Haydn 2016

Haydn 2016

March 28, 2016.  Haydn’s “The Severn Last Words of Christ.”  March 31st is the birthday of Franz Joseph Haydn and yesterday was Easter, so we thought it would be appropriate to bring the two together.  Haydn was born in 1732 on Rohrau in eastern Austria.   He had a difficult childhood, Joseph Haydnpart of which he spent with a relative, in poverty and hunger.  A good voice brought him to Vienna, where at the age of seven he became a chorister at the St. Stephen Cathedral.  That lasted till the age of 17 when he lost his soprano voice (it’s said that the empress Maria Theresa herself started complaining about his singing).  During the next several years he earned his living as a freelancing music teacher, accompanist, organ player, and a composer.  In 1757 he found a permanent job, the first one in his life, as Kapellmeister with Count Morzin in Vienna.  He was let go in 1760 (the Count was having financial problems) but was immediately hired by the Esterházy, one of the wealthiest and most prominent families in the empire.  He worked for the Esterházys for the next 30 years.

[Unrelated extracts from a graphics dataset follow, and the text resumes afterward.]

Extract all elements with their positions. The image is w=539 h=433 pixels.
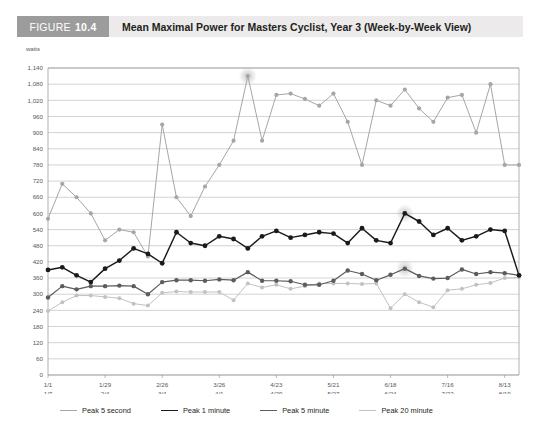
data-point-marker — [317, 104, 321, 108]
data-point-marker — [431, 305, 435, 309]
x-axis-tick-label-end: 5/27 — [327, 390, 340, 395]
data-point-marker — [460, 287, 464, 291]
series-line-peak-1-minute — [48, 213, 519, 282]
data-point-marker — [460, 267, 464, 271]
x-axis-tick-label-end: 4/1 — [215, 390, 224, 395]
data-point-marker — [189, 290, 193, 294]
data-point-marker — [46, 309, 50, 313]
data-point-marker — [246, 281, 250, 285]
data-point-marker — [389, 306, 393, 310]
data-point-marker — [303, 283, 307, 287]
data-point-marker — [46, 217, 50, 221]
data-point-marker — [146, 304, 150, 308]
data-point-marker — [274, 229, 279, 234]
data-point-marker — [388, 104, 392, 108]
data-point-marker — [231, 237, 236, 242]
legend-line-swatch — [161, 410, 178, 411]
data-point-marker — [60, 300, 64, 304]
data-point-marker — [502, 229, 507, 234]
data-point-marker — [488, 270, 492, 274]
data-point-marker — [317, 230, 322, 235]
data-point-marker — [103, 284, 107, 288]
data-point-marker — [74, 273, 79, 278]
data-point-marker — [360, 163, 364, 167]
x-axis-tick-label-end: 7/22 — [442, 390, 455, 395]
y-axis-tick-label: 1,140 — [28, 64, 44, 71]
data-point-marker — [189, 214, 193, 218]
data-point-marker — [346, 120, 350, 124]
data-point-marker — [88, 280, 93, 285]
legend-item[interactable]: Peak 5 second — [60, 406, 131, 415]
data-point-marker — [103, 266, 108, 271]
data-point-marker — [474, 272, 478, 276]
x-axis-tick-label-end: 3/4 — [158, 390, 167, 395]
data-point-marker — [346, 268, 350, 272]
data-point-marker — [174, 195, 178, 199]
data-point-marker — [131, 246, 136, 251]
data-point-marker — [174, 230, 179, 235]
data-point-marker — [288, 279, 292, 283]
data-point-marker — [46, 268, 51, 273]
y-axis-tick-label: 240 — [33, 307, 44, 314]
data-point-marker — [174, 290, 178, 294]
x-axis-tick-label-end: 8/19 — [499, 390, 512, 395]
data-point-marker — [431, 276, 435, 280]
legend-item[interactable]: Peak 1 minute — [161, 406, 230, 415]
data-point-marker — [445, 276, 449, 280]
data-point-marker — [46, 295, 50, 299]
data-point-marker — [260, 234, 265, 239]
y-axis-tick-label: 900 — [33, 129, 44, 136]
data-point-marker — [160, 280, 164, 284]
data-point-marker — [388, 241, 393, 246]
data-point-marker — [517, 163, 521, 167]
legend-item-label: Peak 5 second — [82, 406, 131, 415]
data-point-marker — [232, 298, 236, 302]
data-point-marker — [89, 294, 93, 298]
data-point-marker — [274, 283, 278, 287]
data-point-marker — [474, 131, 478, 135]
data-point-marker — [260, 139, 264, 143]
y-axis-tick-label: 300 — [33, 290, 44, 297]
y-axis-tick-label: 120 — [33, 339, 44, 346]
data-point-marker — [217, 163, 221, 167]
y-axis-tick-label: 600 — [33, 210, 44, 217]
data-point-marker — [417, 300, 421, 304]
data-point-marker — [360, 272, 364, 276]
figure-tag-word: FIGURE — [29, 21, 70, 33]
data-point-marker — [60, 182, 64, 186]
data-point-marker — [460, 238, 465, 243]
x-axis-tick-label-end: 2/4 — [101, 390, 110, 395]
chart-area: watts 0601201802403003604204805406006607… — [0, 44, 539, 394]
y-axis-tick-label: 660 — [33, 193, 44, 200]
y-axis-tick-label: 720 — [33, 177, 44, 184]
data-point-marker — [160, 291, 164, 295]
legend-item[interactable]: Peak 20 minute — [359, 406, 432, 415]
data-point-marker — [146, 251, 151, 256]
x-axis-tick-label-start: 2/26 — [156, 381, 169, 388]
data-point-marker — [346, 281, 350, 285]
data-point-marker — [374, 278, 378, 282]
data-point-marker — [117, 296, 121, 300]
figure-container: FIGURE10.4 Mean Maximal Power for Master… — [0, 0, 539, 433]
data-point-marker — [374, 238, 379, 243]
y-axis-tick-label: 480 — [33, 242, 44, 249]
data-point-marker — [160, 122, 164, 126]
legend-item[interactable]: Peak 5 minute — [260, 406, 329, 415]
x-axis-tick-label-start: 7/16 — [442, 381, 455, 388]
x-axis-tick-label-end: 6/24 — [385, 390, 398, 395]
figure-title: Mean Maximal Power for Masters Cyclist, … — [109, 16, 523, 37]
data-point-marker — [274, 93, 278, 97]
data-point-marker — [345, 241, 350, 246]
data-point-marker — [402, 211, 407, 216]
data-point-marker — [103, 238, 107, 242]
data-point-marker — [303, 233, 308, 238]
data-point-marker — [303, 97, 307, 101]
x-axis-tick-label-start: 3/26 — [213, 381, 226, 388]
data-point-marker — [203, 243, 208, 248]
y-axis-tick-label: 960 — [33, 113, 44, 120]
data-point-marker — [146, 292, 150, 296]
data-point-marker — [403, 266, 407, 270]
x-axis-tick-label-start: 8/13 — [499, 381, 512, 388]
y-axis-tick-label: 360 — [33, 274, 44, 281]
data-point-marker — [160, 261, 165, 266]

Even though Haydn was spending most of his time in the different estates of the Esterházy (and longing to return to Vienna), his musical fame was spreading around Europe, especially after 1779, when Prince Nikolaus allowed Haydn to sell his compositions to publishers.  Commissions followed, mostly from Paris and London.  An unusual commission arrived in 1783 from Spain.  Oratorio de la Santa Cueva, a church in Cadiz, asked for a series of orchestral pieces set to the last words of Christ.  They were to be performed on Good Friday.  Haydn called the sections “Sonatas” and described them as “lasting seven or eight minutes, together with an opening introduction and concluding with a Terremoto or Earthquake.”  The bishop was supposed to deliver “discourses” on each of the words, with music in between them.  Haydn commented on the difficulties he encountered in confining himself to the allotted time and writing so much music without “fatiguing the listeners.”   The end result was clearly to Haydn’s liking: he called “Seven Last Words” his most successful composition.  The score was published and performed in Paris in 1787; and then in Berlin and Vienna.  Also in 1787, Haydn adapted “Seven Last Words” for a string quartet; this is the version that is performed more often these days.  The Vermeer Quartet made it its own.  It played it all over the world and made a recording with Dr. Martin Luther King reading the introduction and Billy Graham and several other religious leader commenting on each section.  In 1796, the Austrian composer Joseph Friebert, who at the time was the Kapellmeister in Passau, created a choral version of the “Seven Last Words.”  Haydn heard it, was impressed but decided to improve it, preparing his own version.  It became an oratorio, the first of the three Haydn ever wrote (The Creation and The Seasons were composed in the next two years).

We’ll hear the Introduction, Sonata II ("Today shalt thou be with me in paradise"), Sonata VIː ("It is finished") and the final Earthquake.  Le Concert des Nations is conducted by Jordi Savall.